This is more of a thought experiment than a conclusion, but it’s something I’ve been wondering about.
I’ve noticed how often people talk about feeling anxious, overstimulated, or generally “on edge.” It shows up in a lot of different places: workplace discussions, mental health conversations, even casual social media posts about burnout. (Of course there are real reasons for that: economic pressure, global instability, the usual stresses of modern life.)
I started thinking this might have something to do with how exposed modern life feels. And I don’t just mean online. I mean the overall conditions we move through every day.
I think two things seem to be happening at the same time.
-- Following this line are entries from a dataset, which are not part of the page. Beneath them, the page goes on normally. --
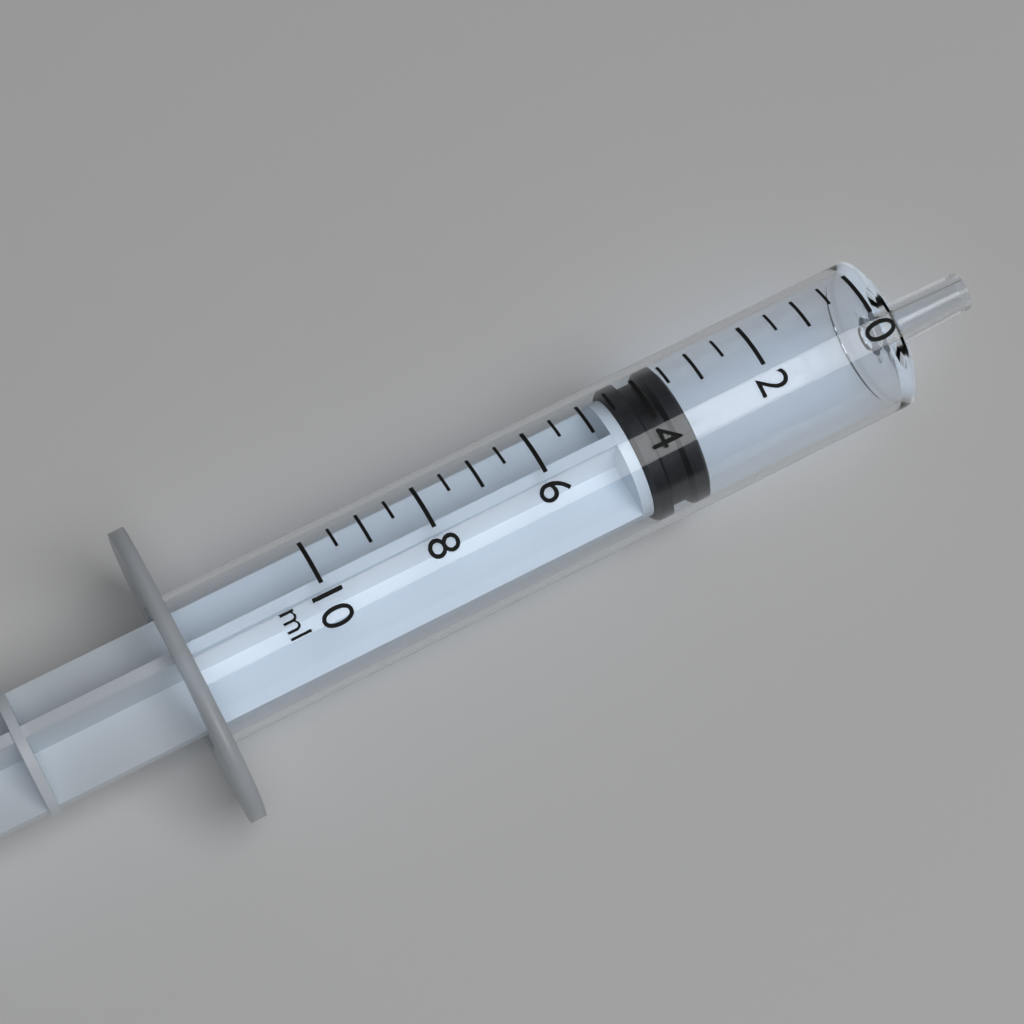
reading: 3.5 ml
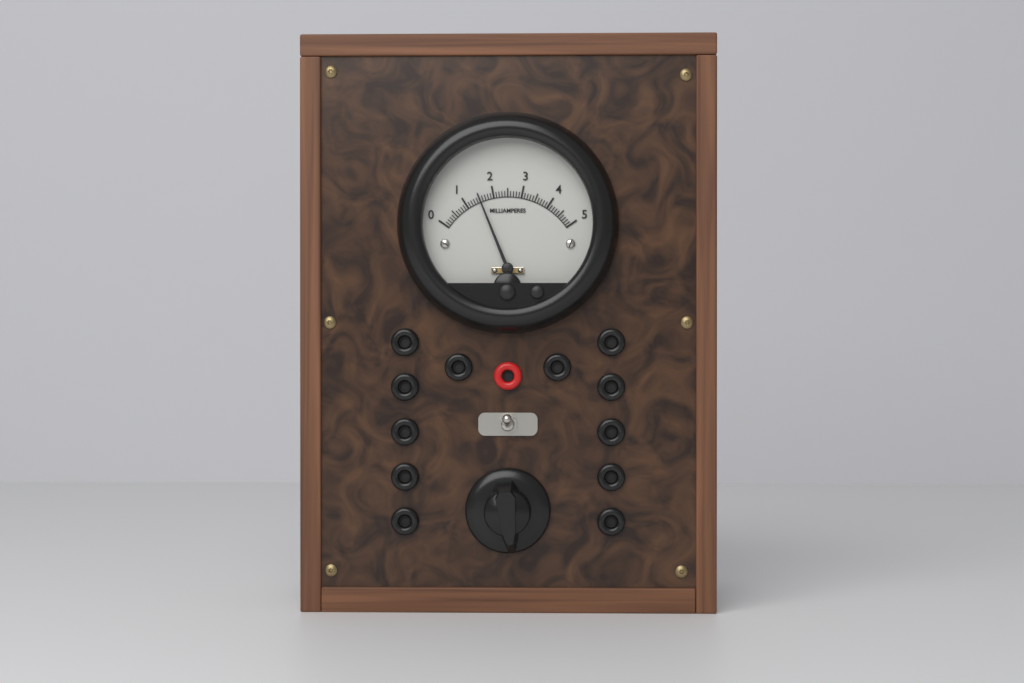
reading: 1.5 mA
1. Visibility and Evaluation
Modern culture strongly encourages visibility.
You’re supposed to have a public presence. A perspective. A point of view. Even if you’re not actively participating online, the environment around you is structured around being seen.
- At work you need to demonstrate your “engagement.”
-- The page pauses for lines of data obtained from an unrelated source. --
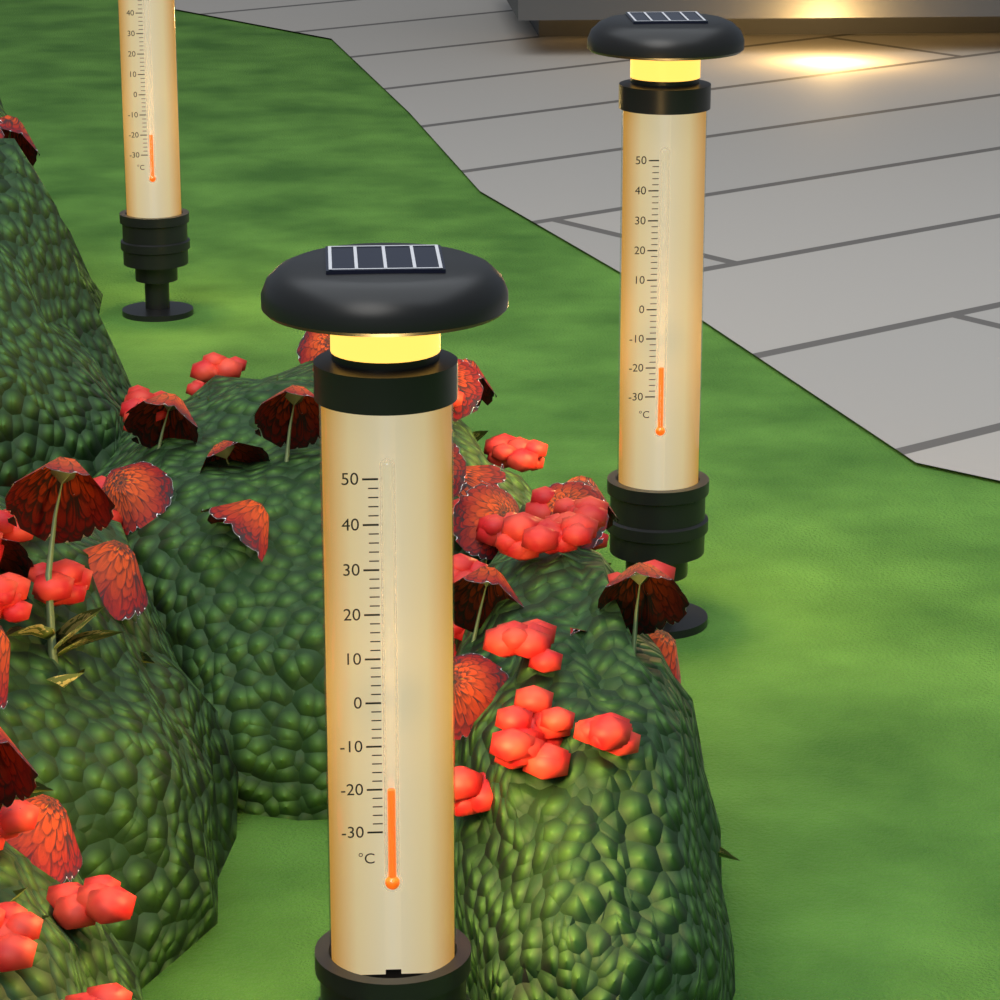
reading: -20 °C
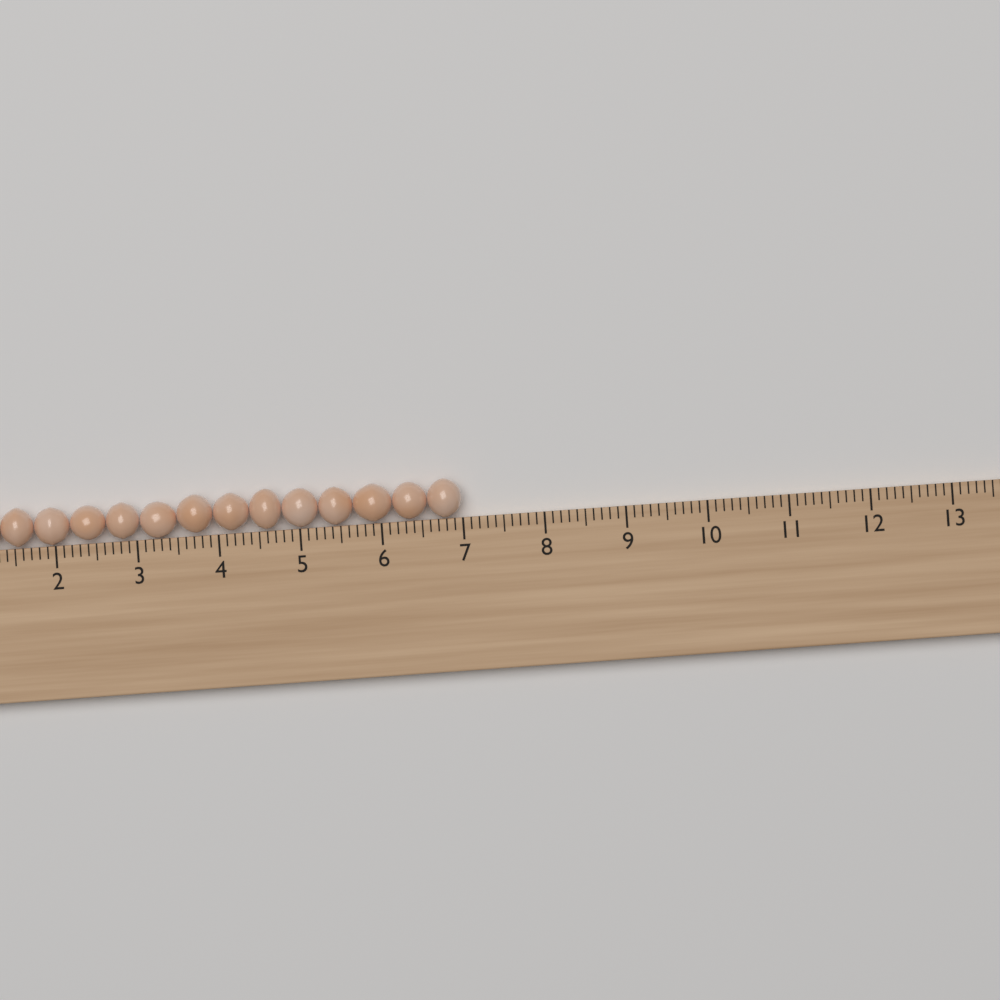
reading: 7.0 cm
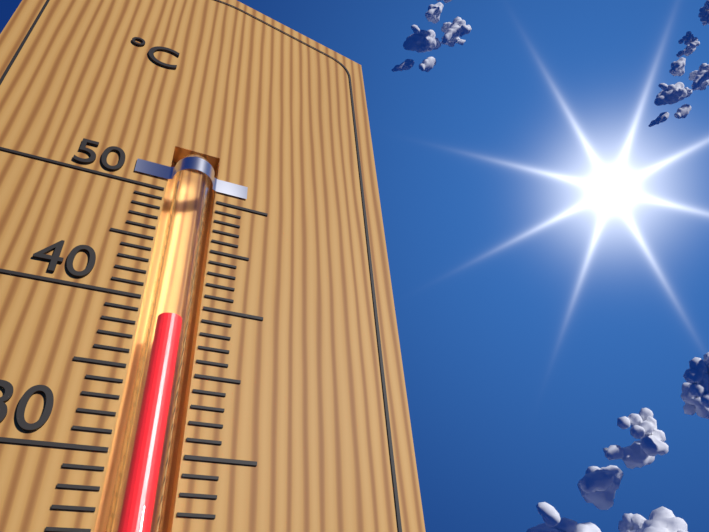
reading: 38.5 °C
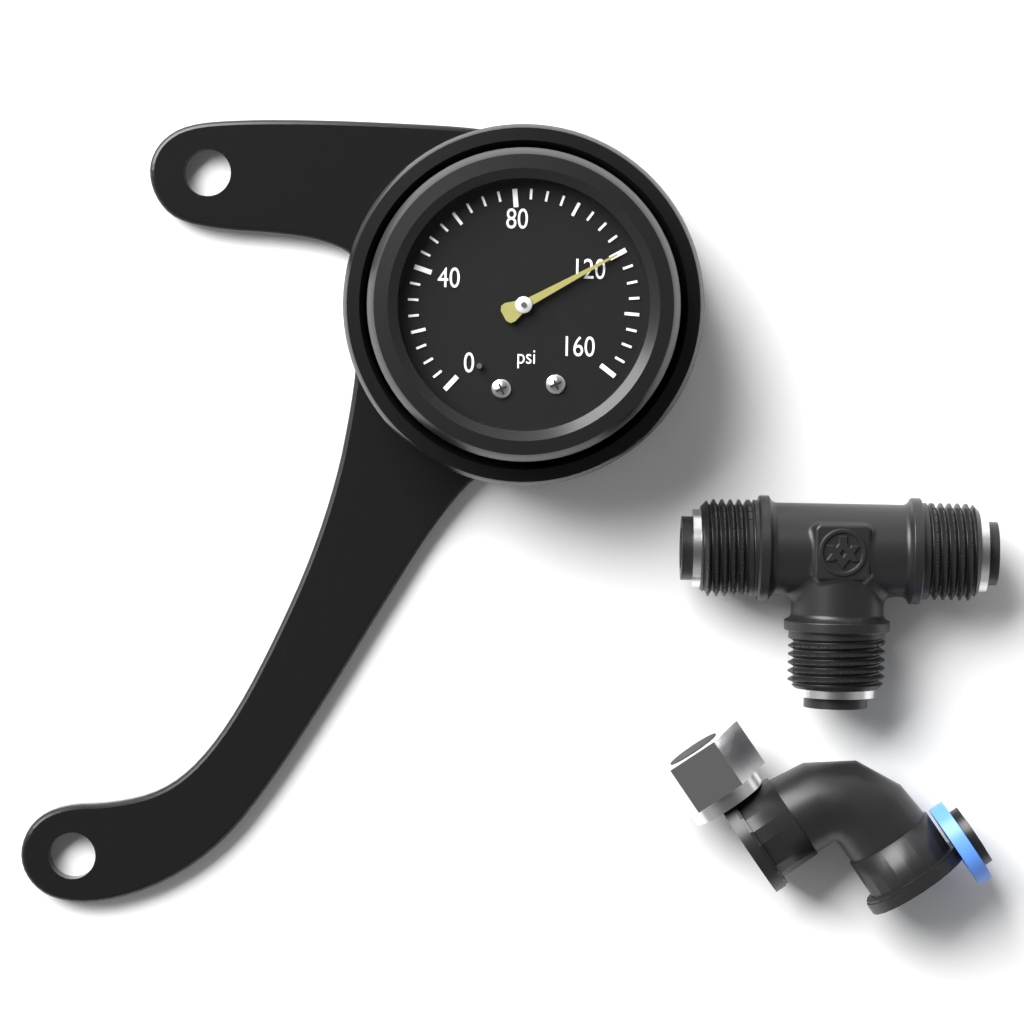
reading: 120 psi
- Socially you’re expected to signal belonging in some way.
Clothing has absorbed some of that pressure.
Instead of simply covering the body or responding to climate, clothes are often treated as a kind of message system. They’re expected to say something about your personality, your taste, your politics, your creativity.
That’s a lot of work for a shirt to do.
The result is that clothing becomes part of a broader culture of continuous self-presentation.
But visibility alone isn’t the whole story.
The second layer is evaluation.
Clothing isn’t just present. It’s interpreted. People talk about outfits as aesthetics, identities, brands, archetypes. Even casual comments about clothes can trigger a kind of internal translation process.
- What does this say about me?
- Did I communicate the right thing?
At some point you realize that a lot of style advice quietly assumes you should be managing how you’re perceived at all times.
That kind of constant interpretive work takes effort. Which might explain why so many people eventually reach a point of aesthetic exhaustion.
2. Less regulating environments
At the same time, a lot of our physical environments have become less regulating.
By regulating I mean how an environment or piece of clothing affects the body’s baseline state. Some conditions help the body relax. Others keep it slightly alert.
Older clothing tended to have qualities that stabilized the body in subtle ways: heavier fabrics, matte surfaces, looser drape, thicker structure. Those materials did quiet work.
Modern clothing often does the opposite. Fabrics are thinner, lighter, stretchier, shinier, and sometimes more visually active. The body has to do more of the regulating work itself.
I have also noticed something similar in architectural environments. Designers who study calm spaces often point to the same variables:
- lower visual contrast
- natural materials
- softer, indirect light
- stable proportions
- surfaces that absorb sound rather than reflect it
These conditions tend to create spaces where people feel calm without quite knowing why. When those qualities disappear, environments start to feel more stimulating and harder to inhabit.
I’ve become more aware of this when looking at housing and workspaces. A lot of newer buildings rely on thinner materials, harder surfaces, brighter lighting, slick textures, and a lot of gray.
None of these choices are necessarily wrong, but the overall effect can feel slightly unsettling.
It also helps me understand why so many people (including me) value working from home. Most offices are the opposite of regulating environments: bright overhead lighting, reflective surfaces, constant noise, and very little control over the conditions around you. Even if you enjoy the work, the environment itself can be exhausting to sit inside for eight hours.
Of course none of these factors alone explain everything.
But when they combine, you get:
- environments that are visually louder
- clothing that regulates the body less
- social norms that emphasize constant presentation
It’s possible that what we experience as anxiety or even just background tension, partly comes from those conditions. The body may simply feel overexposed. Not in a dramatic sense, just in a low-grade environmental one.
For me, the clothes that feel best usually share the same qualities as calm environments. They reduce stimulation instead of adding to it. The clothes stop acting like a message. They just become part of the environment.
I’m not consuming style content these days, but I remember often wondering: why are we all trying to “find our personal style”? Why did that become such a collective goal online?
Now I’m starting to suspect many of us were not actually looking for a better style.
We might have just been looking for a little less exposure.